Friday, January 26, 2024

The “Eerie” Feeling Of Math

I studied math before I studied philosophy and in my youth I was always that person who liked math. I’ve been re-engaging with math after a long hiatus and it has so great — fun, interesting, awe-inspiring. One thing I had forgotten is how math engenders so many different emotions in people: anxiety and fear about not being “good at math,” comfort and calm about being in a place with a “right answer,” curiosity and indignation about whether math is perceived to be discovered or invented.

One of the emotions of math that gets talked about less is what the physicist Eugene Wigner calls an “eerie” feeling. In the 1950s, Wigner gave a lecture on “The Unreasonable Effectiveness of Mathematics in Science.” It’s a miracle, he says, that math works. Math concepts are developed by mathematicians according to aesthetic criteria, including “look at me, I’m so ingenious!”-based considerations. Yet these same concepts are massively useful in physics. It’s strange; it’s surprising; It’s a miracle we neither understand nor deserve.

Wigner’s paper is either famous or infamous, depending on how you feel about his topic. In philosophy, there are whole cottage industries devoted to “is it really surprising, though?” and “maybe you only notice the successful ones?” and “no, it actually is a miracle.”

I don’t want to talk philosophy, though, I want to talk feelings. I love the way Wigner opens his paper with the simple story of a statistician and his old classmate from school days. The statistician shows a paper on population trends to his friend, a paper full of complex and sophisticated mathematics. The friend looks at the complex symbolism and is like “wait, what”? … Then the friend points to π and says “and what is this symbol here?” “Oh,” says the statistician, “that is π” —“the ratio of the circumference of the circle to its diameter.” “Now you are pushing your joke too far!” says the classmate, “surely the population has nothing to do with the circumference of the circle.”

Wigner says the story gives him an “eerie” feeling. Surely, the reaction of the classmate betrays “only plain common sense.” Like: yeah, what does the ratio of the circumference of the circle to its diameter have to do with population statistics?

I have this eerie feeling about math all the time. I get it about the application of math in science, and I also get it about the application of math to other math. You’ll be going along learning some thing, and suddenly a concept from some completely different concept not only pops up, but turns out to be exactly the thing for situation.

Just look at the Wikipedia page for the constant e and the bewildering array of seemingly unrelated applications: compound interest, probability theory, optimization using calculus, number theory, etc. etc.

In connection with the eeriness of math, I only recently learned more about the emergence and significance of the complex numbers — numbers like a+bi where i is the “imaginary” square root of minus one. They appear in Cardano’s work in the sixteenth century in connection with finding the solutions to polynomial equations — equations like x^2+1=0. If you try to find two numbers that add to 10 and multiply to 40 — that is, solutions to x^2-10x+40=0 — you find that there are no such real numbers, but that 5+√–15 and 5-√–15 work just fine.

While the square roots of negative numbers are not ordinary numbers, Cardano wasn’t uncomfortable with them: “√–9,” he wrote, “is neither +3 or –3 but is some recondite third sort of thing.” 

Complex numbers were essentially thought up to solve mathematical problems, not practical or physics problems. And as Wigner himself says, if you ask a mathematician to justify their interest in complex numbers, they will point (“with some indignation”) to their many uses in “beautiful” theorems in the theory of equations and other branches of math. So it is a bit weird when you find out later on that complex analysis is one of the most directly applied parts of math there is and that imaginary numbers are everywhere in physics and other applications.

A thing I wondered about for many years was why complex numbers were ubiquitous and other analogous ways of extending the real number structure less so. If you’re thinking abstractly, the addition of “i” according to certain principles is just an extension of real numbers with a new symbol according to calculation rules regarding how that symbol works with the existing numbers and relations. So — I never understood: why are we always studying that one extension of the real numbers and not some other one? Why not add multiple new symbols instead of just one? 


Then a few months ago I read Numbers: A Very Short Introduction, and I learned that “it is not possible to construct an augmented number system that contains [the complex numbers] and also retains all the normal laws of algebra.” Aha! That is a clear explanation of the specialness of the complex numbers: you can’t go bigger and still keep the rules you want to keep.

Of course, it’s a clear mathematical explanation. It explains how the complex numbers are mathematically special. But then the complex numbers are also special in applications of math — so much so that while you can take a “pure math” course on “Complex Analysis,” there are also courses on “Applied Complex Analysis.” Does the mathematical specialness of the complex numbers somehow carry over to the scientific context?  

It is strange! For me, the deeper I go, the eerier it gets.

1 comment:

Jesse O. said...

In slightly more detail, ℂ is the algebraic closure of ℝ: it's the only extension of ℝ so that everything in the extension is the root of some polynomial over ℝ. Because ℂ is algebraically closed, you can't go any further with this. (I.e., ℂ is its own algebraic closure).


Directions ▸ The lines below must be transcribed exactly as given, with the images removed.

Entries provided ▸
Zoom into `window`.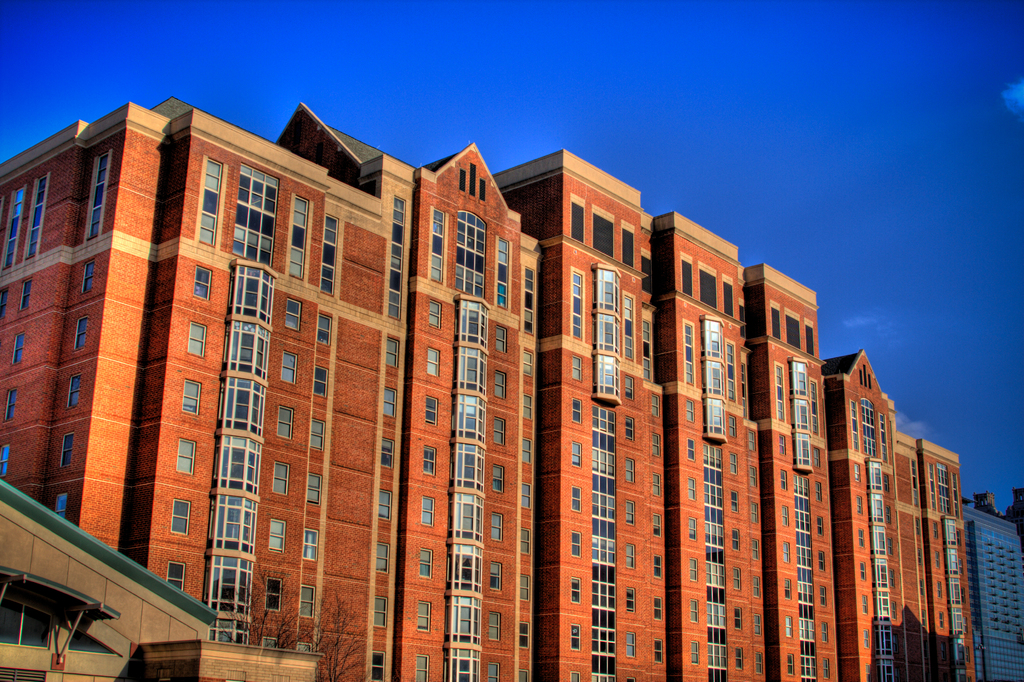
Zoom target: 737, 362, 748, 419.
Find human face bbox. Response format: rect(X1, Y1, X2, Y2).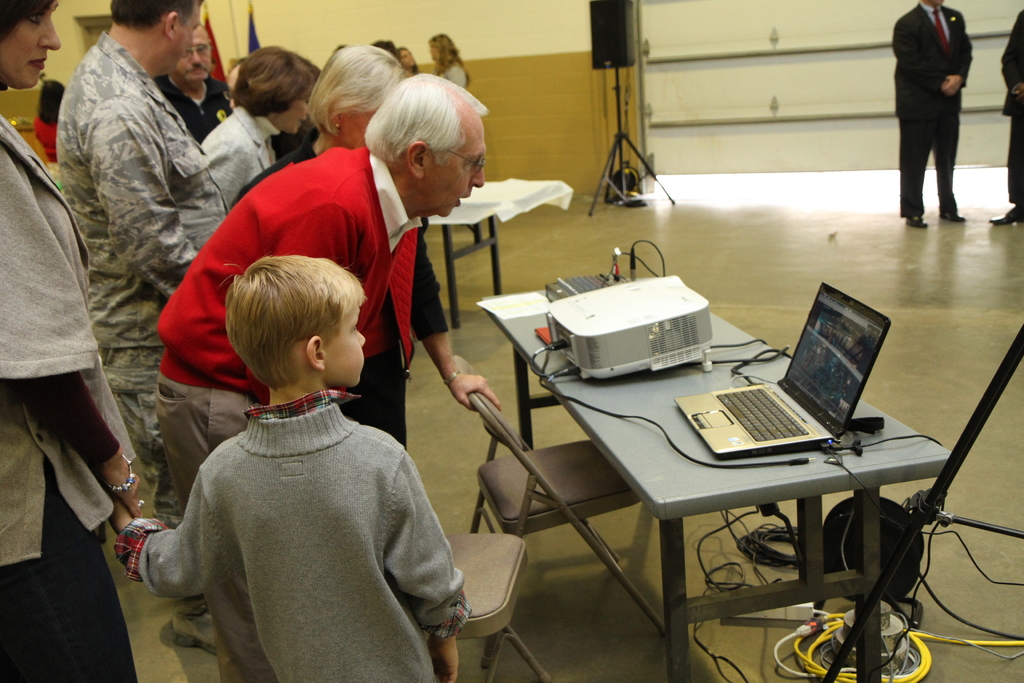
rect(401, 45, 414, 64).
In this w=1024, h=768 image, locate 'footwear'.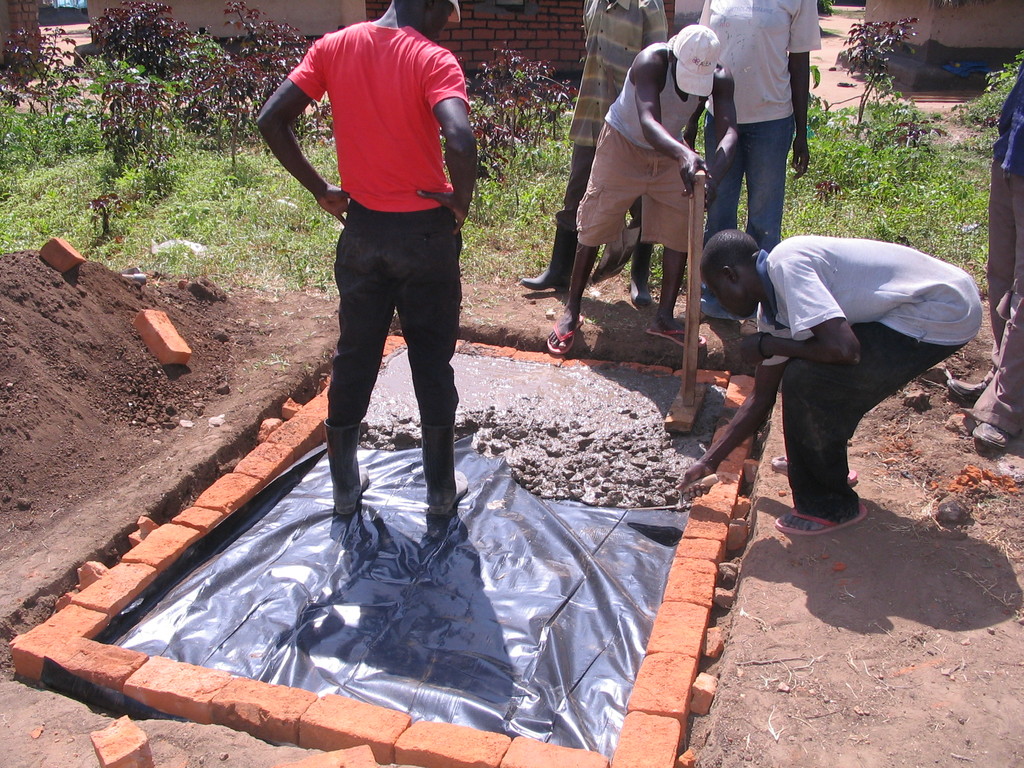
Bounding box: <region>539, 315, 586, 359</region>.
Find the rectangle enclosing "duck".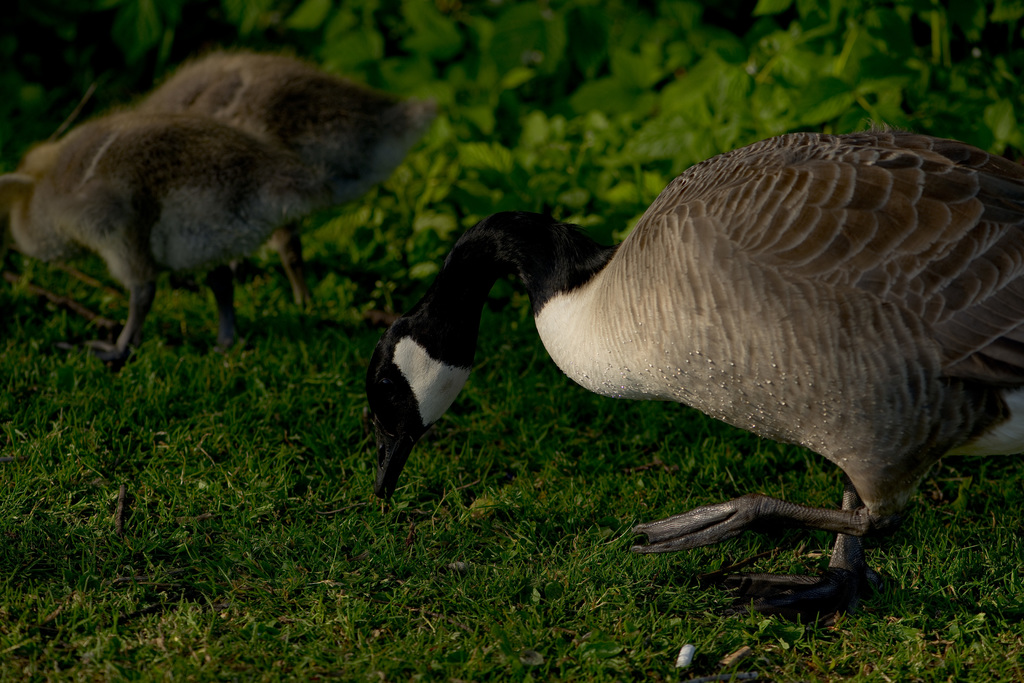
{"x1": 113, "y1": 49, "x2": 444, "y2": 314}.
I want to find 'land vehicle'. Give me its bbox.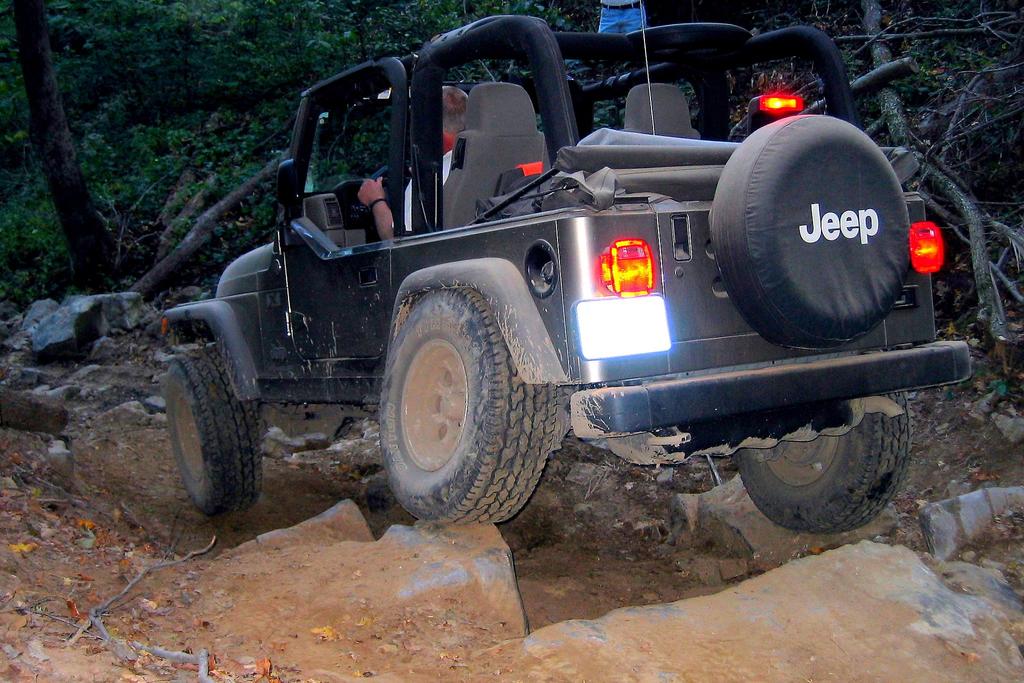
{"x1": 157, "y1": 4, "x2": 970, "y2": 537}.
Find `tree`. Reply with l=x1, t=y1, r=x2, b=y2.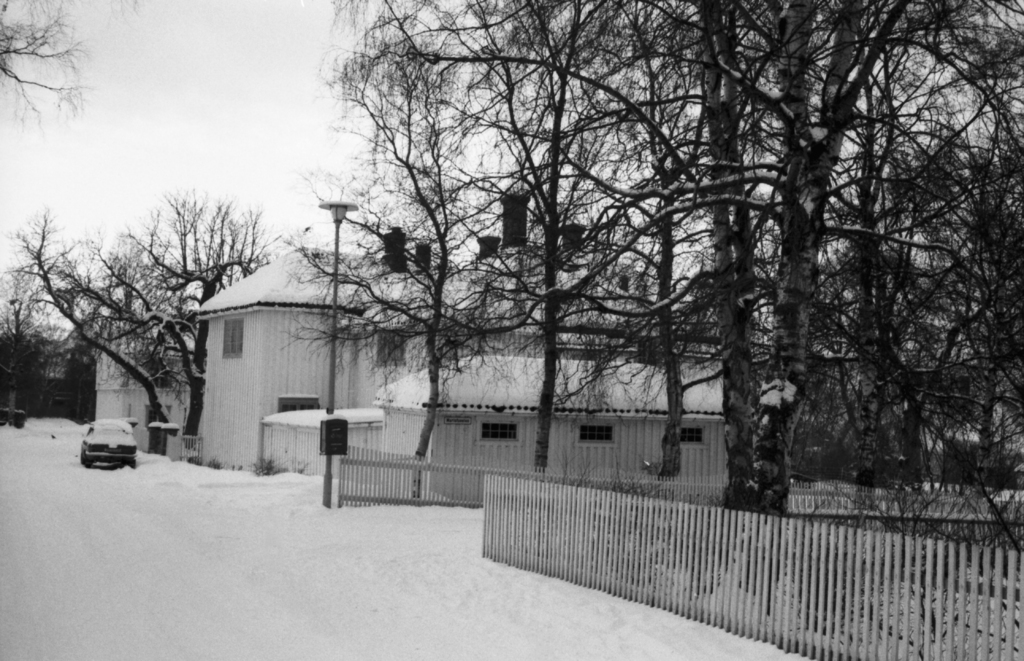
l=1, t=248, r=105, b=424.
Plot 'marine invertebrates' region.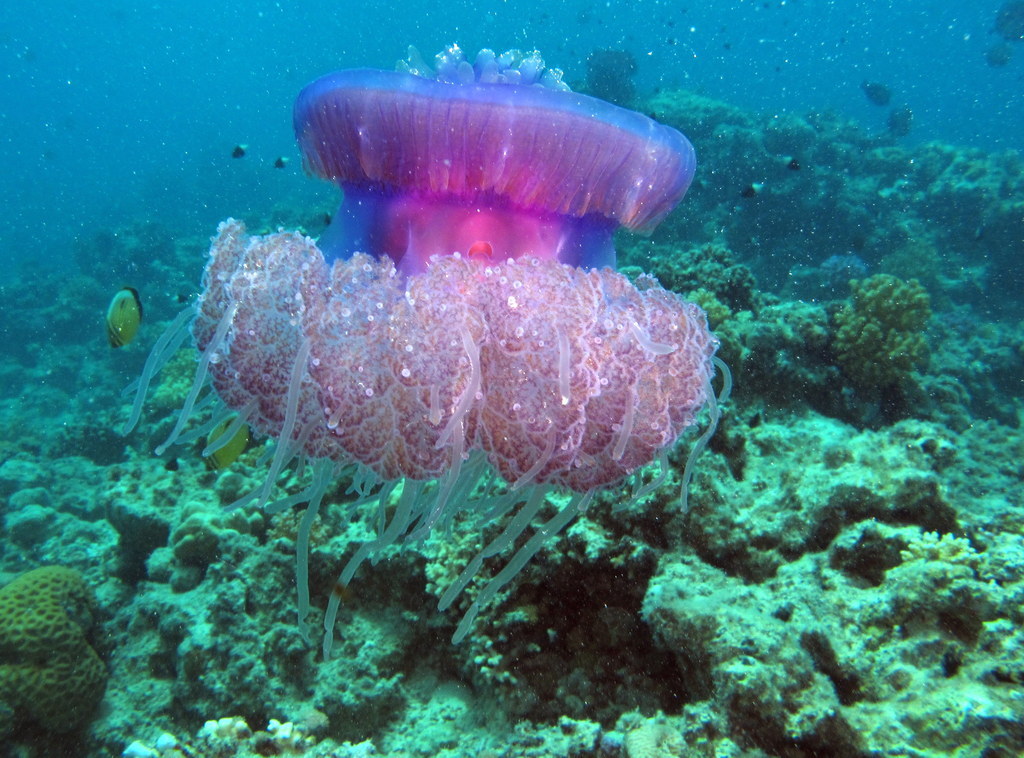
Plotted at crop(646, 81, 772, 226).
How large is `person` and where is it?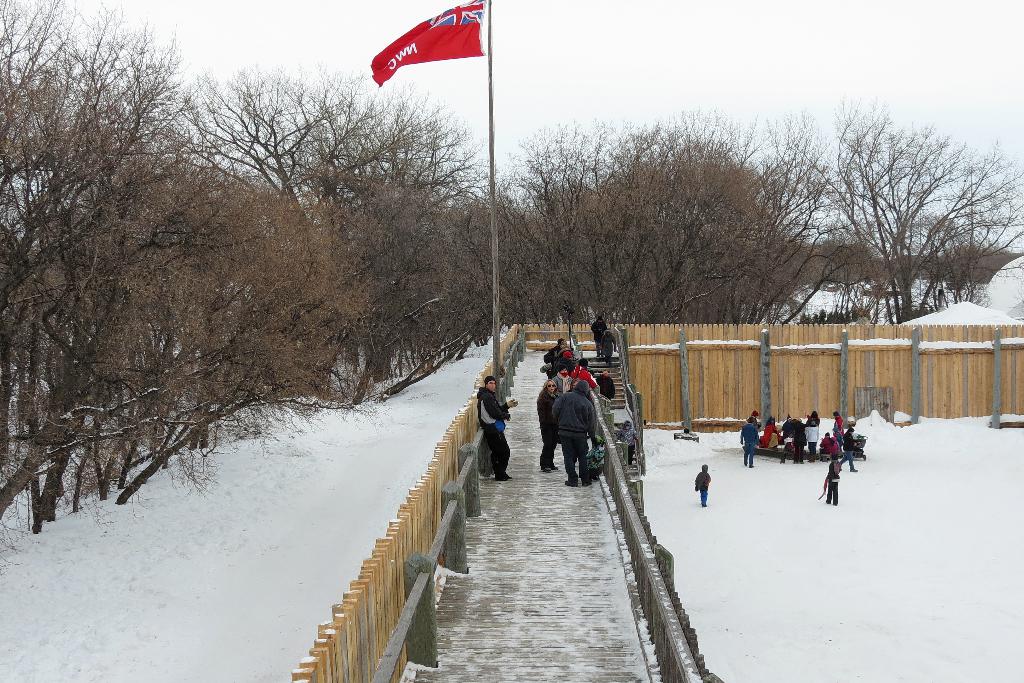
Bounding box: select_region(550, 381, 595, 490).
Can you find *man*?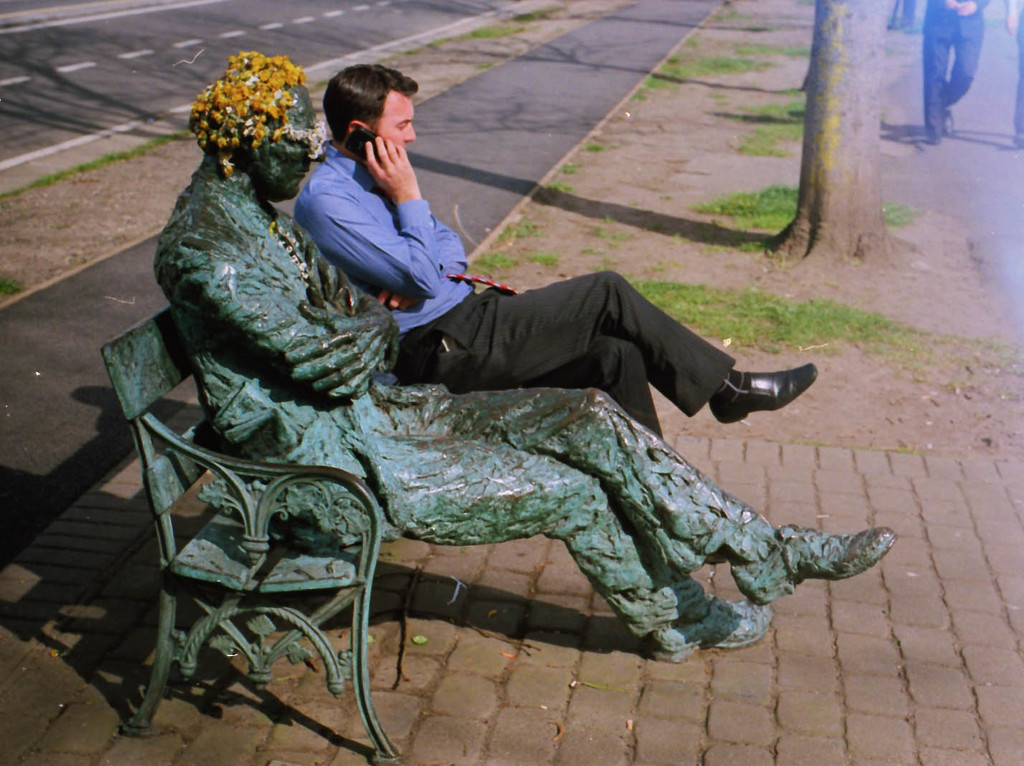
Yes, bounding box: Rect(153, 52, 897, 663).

Answer to this exercise ▸
Zoom into `window`.
Zoom target: 737, 362, 748, 419.
Find human face bbox. Response format: rect(X1, Y1, X2, Y2).
rect(401, 45, 414, 64).
In this w=1024, h=768 image, locate 'footwear'.
Bounding box: <region>539, 315, 586, 359</region>.
Find the rectangle enclosing "duck".
{"x1": 113, "y1": 49, "x2": 444, "y2": 314}.
I want to find 'land vehicle'. Give me its bbox.
{"x1": 157, "y1": 4, "x2": 970, "y2": 537}.
Find `tree`. Reply with l=x1, t=y1, r=x2, b=y2.
l=1, t=248, r=105, b=424.
Plot 'marine invertebrates' region.
Plotted at crop(646, 81, 772, 226).
How large is `person` and where is it?
Bounding box: select_region(550, 381, 595, 490).
Can you find *man*?
Yes, bounding box: Rect(153, 52, 897, 663).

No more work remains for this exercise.